Storage margins were small and have become razor-thin.Alas, the company decided four years later that this didn’t make financial sense. With its photo-related brand recognition, Adobe was in a unique position to become the vendor that consumers could trust for storing their lifetime photos. At that time most cloud storage providers were primarily “any file” storage providers, with few solutions on the market that provided photo-specific features and interfaces (such as photo timelines independent of file-folder structures or the ability to filter photos for specific photo metadata). When Adobe launched Revel in 2011, offering consumers photo storage made a lot of sense. Adobe’s cloud is “just” the glue that enables users to edit their files on any device with any Adobe product. Adobe has decided it isn’t in the photo storage business after all.On desktop computers, users can manually upload their photos. The mobile apps provide auto upload functionality so that each photo taken on a smartphone is automatically stored in the cloud.
#Adobe revel photos software
Revel offers storage access through mobile apps, desktop software and the web. Adobe has tried for four years, without putting a lot of development and marketing resources behind it, to make Revel the trusted photo cloud storage solution of choice.Users are encouraged to subscribe instead to Adobe’s $9.99/month Creative Cloud Photography plan (this plan includes access to Adobe Photoshop CC and Lightroom CC as well as several mobile apps, but the included storage is limited to just 2 GB – Revel Premium cost $5.99/month for unlimited storage). Users are offered a tool to download their photos in case they don’t have them stored on their local drives. Today, Adobe notified its Revel users that their photo storage service is going to be discontinued as of February 23 next year.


Only the lines holding "Students" are wanted. Copy every one from the records below.

Records for the exercise START

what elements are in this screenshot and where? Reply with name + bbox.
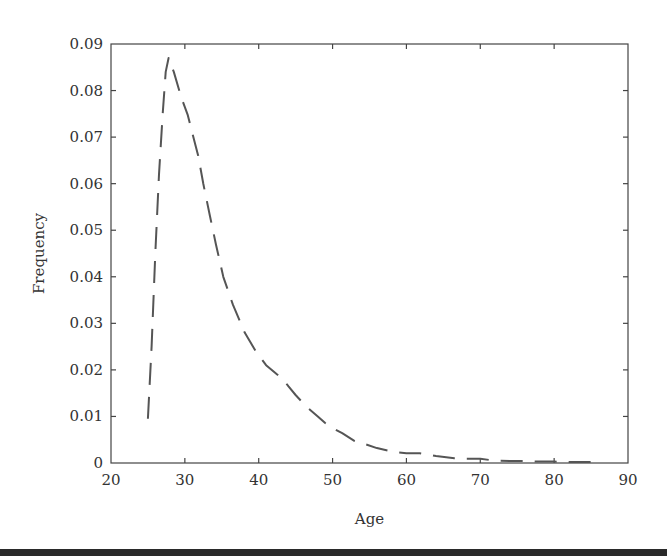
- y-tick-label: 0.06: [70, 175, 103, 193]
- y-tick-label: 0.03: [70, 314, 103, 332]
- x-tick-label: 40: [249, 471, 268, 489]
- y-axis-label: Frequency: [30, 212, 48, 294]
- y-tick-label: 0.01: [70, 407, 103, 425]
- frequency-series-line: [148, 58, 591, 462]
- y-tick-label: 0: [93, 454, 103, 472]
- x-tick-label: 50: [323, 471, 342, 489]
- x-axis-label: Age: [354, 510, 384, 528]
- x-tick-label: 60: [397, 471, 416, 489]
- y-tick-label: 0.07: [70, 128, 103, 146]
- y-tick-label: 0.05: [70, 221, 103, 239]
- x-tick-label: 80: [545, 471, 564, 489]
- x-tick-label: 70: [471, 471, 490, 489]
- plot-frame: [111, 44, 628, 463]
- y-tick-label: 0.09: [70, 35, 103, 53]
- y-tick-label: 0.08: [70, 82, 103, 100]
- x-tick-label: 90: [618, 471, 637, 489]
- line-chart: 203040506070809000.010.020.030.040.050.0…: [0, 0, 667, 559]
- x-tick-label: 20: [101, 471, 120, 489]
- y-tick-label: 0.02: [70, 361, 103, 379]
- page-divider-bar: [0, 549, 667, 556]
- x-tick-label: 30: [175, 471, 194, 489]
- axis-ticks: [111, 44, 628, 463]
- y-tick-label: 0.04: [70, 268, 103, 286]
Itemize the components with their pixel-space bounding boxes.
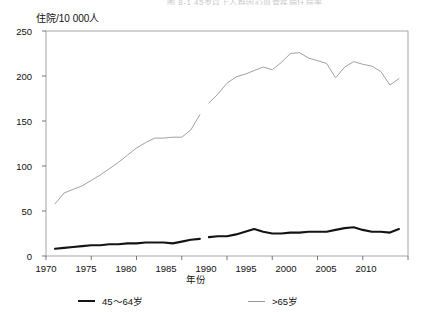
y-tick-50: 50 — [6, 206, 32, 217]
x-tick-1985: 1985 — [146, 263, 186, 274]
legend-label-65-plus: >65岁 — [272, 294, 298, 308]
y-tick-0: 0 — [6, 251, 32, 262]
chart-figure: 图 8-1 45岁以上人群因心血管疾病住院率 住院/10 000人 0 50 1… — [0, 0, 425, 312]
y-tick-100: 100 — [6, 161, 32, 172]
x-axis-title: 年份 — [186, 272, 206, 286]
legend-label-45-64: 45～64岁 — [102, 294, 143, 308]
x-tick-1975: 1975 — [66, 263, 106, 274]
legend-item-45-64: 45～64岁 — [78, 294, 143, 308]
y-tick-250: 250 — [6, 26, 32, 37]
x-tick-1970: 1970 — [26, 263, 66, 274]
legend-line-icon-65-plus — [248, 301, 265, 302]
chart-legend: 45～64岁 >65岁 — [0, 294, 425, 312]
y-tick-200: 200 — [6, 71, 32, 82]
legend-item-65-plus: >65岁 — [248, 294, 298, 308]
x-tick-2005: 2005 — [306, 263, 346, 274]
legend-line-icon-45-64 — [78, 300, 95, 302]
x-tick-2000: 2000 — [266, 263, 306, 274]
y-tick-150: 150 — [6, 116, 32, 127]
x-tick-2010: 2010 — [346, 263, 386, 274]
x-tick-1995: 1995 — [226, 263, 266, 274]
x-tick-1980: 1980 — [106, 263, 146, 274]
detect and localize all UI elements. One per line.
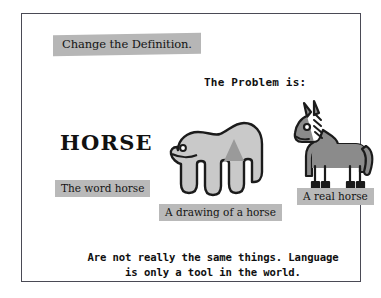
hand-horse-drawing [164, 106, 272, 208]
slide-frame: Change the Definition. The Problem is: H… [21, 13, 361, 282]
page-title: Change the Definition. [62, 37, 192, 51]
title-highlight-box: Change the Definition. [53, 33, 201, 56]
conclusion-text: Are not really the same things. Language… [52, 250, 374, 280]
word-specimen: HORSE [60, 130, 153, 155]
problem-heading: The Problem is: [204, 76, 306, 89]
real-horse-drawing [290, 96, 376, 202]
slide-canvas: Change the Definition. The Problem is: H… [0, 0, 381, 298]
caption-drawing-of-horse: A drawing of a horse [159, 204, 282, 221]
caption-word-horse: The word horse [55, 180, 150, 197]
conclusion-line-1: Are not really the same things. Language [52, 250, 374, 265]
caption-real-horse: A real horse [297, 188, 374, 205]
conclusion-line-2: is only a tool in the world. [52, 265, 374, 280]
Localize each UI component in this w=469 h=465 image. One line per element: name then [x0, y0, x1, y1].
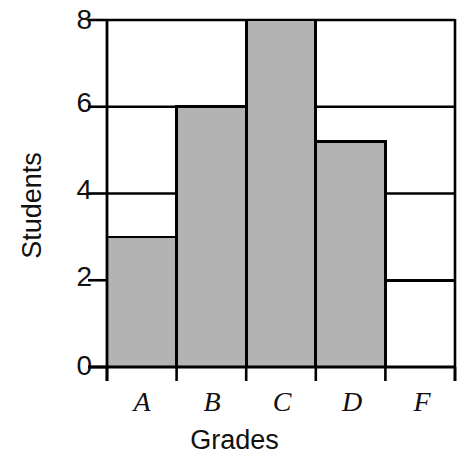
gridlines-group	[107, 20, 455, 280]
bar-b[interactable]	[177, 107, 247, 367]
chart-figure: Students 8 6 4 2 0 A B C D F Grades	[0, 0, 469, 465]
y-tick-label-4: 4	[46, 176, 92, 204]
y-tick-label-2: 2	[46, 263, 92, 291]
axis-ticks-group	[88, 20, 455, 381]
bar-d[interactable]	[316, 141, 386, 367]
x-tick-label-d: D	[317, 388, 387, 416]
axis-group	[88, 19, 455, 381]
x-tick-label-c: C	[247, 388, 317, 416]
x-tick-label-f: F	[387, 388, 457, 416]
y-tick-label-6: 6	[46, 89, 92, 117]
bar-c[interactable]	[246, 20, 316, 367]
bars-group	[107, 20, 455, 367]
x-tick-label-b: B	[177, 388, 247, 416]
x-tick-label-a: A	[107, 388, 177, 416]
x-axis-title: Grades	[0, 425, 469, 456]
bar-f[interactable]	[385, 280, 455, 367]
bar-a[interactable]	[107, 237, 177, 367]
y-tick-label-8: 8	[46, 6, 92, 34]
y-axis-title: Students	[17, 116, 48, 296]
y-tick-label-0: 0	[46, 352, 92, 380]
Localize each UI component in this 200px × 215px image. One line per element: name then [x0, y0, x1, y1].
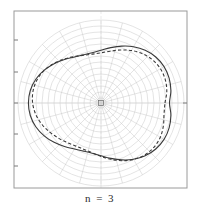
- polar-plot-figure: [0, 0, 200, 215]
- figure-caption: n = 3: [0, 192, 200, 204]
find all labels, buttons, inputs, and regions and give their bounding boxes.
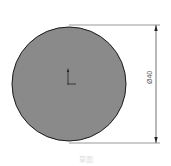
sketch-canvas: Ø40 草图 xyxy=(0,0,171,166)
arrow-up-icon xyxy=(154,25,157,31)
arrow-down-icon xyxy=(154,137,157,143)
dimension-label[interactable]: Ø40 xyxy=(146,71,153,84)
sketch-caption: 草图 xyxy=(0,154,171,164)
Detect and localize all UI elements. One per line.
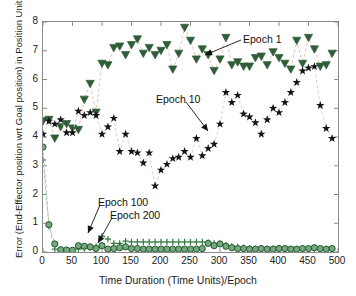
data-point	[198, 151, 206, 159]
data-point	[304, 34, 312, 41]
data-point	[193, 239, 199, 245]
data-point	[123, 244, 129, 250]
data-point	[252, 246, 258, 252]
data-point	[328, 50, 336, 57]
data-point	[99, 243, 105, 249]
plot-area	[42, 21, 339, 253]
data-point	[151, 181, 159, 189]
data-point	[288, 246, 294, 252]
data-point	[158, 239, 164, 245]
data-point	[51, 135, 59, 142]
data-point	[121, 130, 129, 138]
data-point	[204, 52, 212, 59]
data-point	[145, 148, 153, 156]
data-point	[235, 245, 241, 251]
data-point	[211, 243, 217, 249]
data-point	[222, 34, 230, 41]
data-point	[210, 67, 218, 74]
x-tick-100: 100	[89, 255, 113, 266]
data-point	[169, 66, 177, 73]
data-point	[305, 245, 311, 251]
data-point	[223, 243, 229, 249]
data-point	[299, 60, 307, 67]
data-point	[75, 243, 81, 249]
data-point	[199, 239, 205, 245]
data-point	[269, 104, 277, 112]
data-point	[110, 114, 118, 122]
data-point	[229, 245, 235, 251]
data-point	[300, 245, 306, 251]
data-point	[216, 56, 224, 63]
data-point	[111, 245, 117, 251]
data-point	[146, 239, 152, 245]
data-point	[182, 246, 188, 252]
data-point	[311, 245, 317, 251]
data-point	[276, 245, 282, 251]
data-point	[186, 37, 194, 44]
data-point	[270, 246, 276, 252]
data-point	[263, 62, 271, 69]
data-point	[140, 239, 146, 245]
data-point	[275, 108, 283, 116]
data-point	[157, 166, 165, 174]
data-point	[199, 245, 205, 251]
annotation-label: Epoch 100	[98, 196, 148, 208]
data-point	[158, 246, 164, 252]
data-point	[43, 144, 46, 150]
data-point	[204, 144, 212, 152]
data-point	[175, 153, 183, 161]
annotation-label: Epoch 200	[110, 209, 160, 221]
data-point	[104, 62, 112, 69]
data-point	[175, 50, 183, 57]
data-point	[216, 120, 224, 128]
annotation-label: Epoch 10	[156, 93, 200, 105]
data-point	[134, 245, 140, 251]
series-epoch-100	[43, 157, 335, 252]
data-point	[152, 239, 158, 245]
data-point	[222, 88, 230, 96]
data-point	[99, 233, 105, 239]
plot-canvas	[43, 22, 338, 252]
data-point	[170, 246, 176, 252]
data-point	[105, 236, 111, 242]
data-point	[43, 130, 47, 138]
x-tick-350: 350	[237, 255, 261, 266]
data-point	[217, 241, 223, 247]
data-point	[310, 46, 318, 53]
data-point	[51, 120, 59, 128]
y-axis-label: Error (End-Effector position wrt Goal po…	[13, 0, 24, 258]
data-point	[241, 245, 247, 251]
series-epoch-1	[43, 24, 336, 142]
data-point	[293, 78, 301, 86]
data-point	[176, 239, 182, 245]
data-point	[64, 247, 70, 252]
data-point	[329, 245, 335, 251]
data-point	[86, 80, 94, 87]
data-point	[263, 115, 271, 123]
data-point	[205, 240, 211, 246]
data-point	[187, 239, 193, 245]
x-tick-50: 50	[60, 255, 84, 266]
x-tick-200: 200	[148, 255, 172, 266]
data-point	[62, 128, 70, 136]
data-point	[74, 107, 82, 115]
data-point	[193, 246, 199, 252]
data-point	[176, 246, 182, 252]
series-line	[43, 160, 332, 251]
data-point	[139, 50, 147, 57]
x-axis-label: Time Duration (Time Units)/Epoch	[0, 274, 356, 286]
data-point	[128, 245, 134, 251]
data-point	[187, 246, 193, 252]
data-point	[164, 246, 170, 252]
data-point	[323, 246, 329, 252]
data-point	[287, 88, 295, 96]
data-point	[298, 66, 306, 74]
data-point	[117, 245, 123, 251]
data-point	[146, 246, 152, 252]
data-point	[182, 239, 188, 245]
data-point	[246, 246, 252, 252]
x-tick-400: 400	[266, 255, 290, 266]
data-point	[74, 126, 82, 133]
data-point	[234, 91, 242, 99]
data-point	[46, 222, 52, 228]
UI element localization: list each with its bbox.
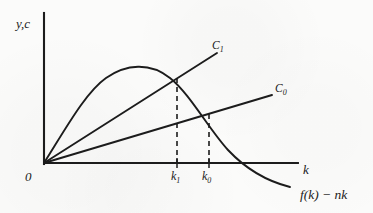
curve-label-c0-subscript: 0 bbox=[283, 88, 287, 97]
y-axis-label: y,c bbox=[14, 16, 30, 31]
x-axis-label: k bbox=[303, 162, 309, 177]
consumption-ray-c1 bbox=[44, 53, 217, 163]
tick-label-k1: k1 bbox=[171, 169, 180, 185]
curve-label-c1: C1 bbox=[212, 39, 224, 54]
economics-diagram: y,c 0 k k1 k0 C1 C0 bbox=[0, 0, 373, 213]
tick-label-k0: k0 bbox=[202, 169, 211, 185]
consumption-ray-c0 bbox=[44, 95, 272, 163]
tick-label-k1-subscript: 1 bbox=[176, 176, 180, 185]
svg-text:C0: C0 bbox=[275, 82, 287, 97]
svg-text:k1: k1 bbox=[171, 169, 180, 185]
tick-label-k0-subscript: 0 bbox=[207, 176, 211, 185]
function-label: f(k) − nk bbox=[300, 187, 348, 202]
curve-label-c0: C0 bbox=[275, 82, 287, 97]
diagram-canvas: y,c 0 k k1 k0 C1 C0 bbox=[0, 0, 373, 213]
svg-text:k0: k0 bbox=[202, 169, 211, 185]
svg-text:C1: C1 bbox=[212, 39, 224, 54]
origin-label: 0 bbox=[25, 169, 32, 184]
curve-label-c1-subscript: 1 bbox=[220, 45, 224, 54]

Records for the exercise END

Response:
chart-figure: Students 8 6 4 2 0 A B C D F Grades	[0, 0, 469, 465]
y-axis-title: Students	[17, 116, 48, 296]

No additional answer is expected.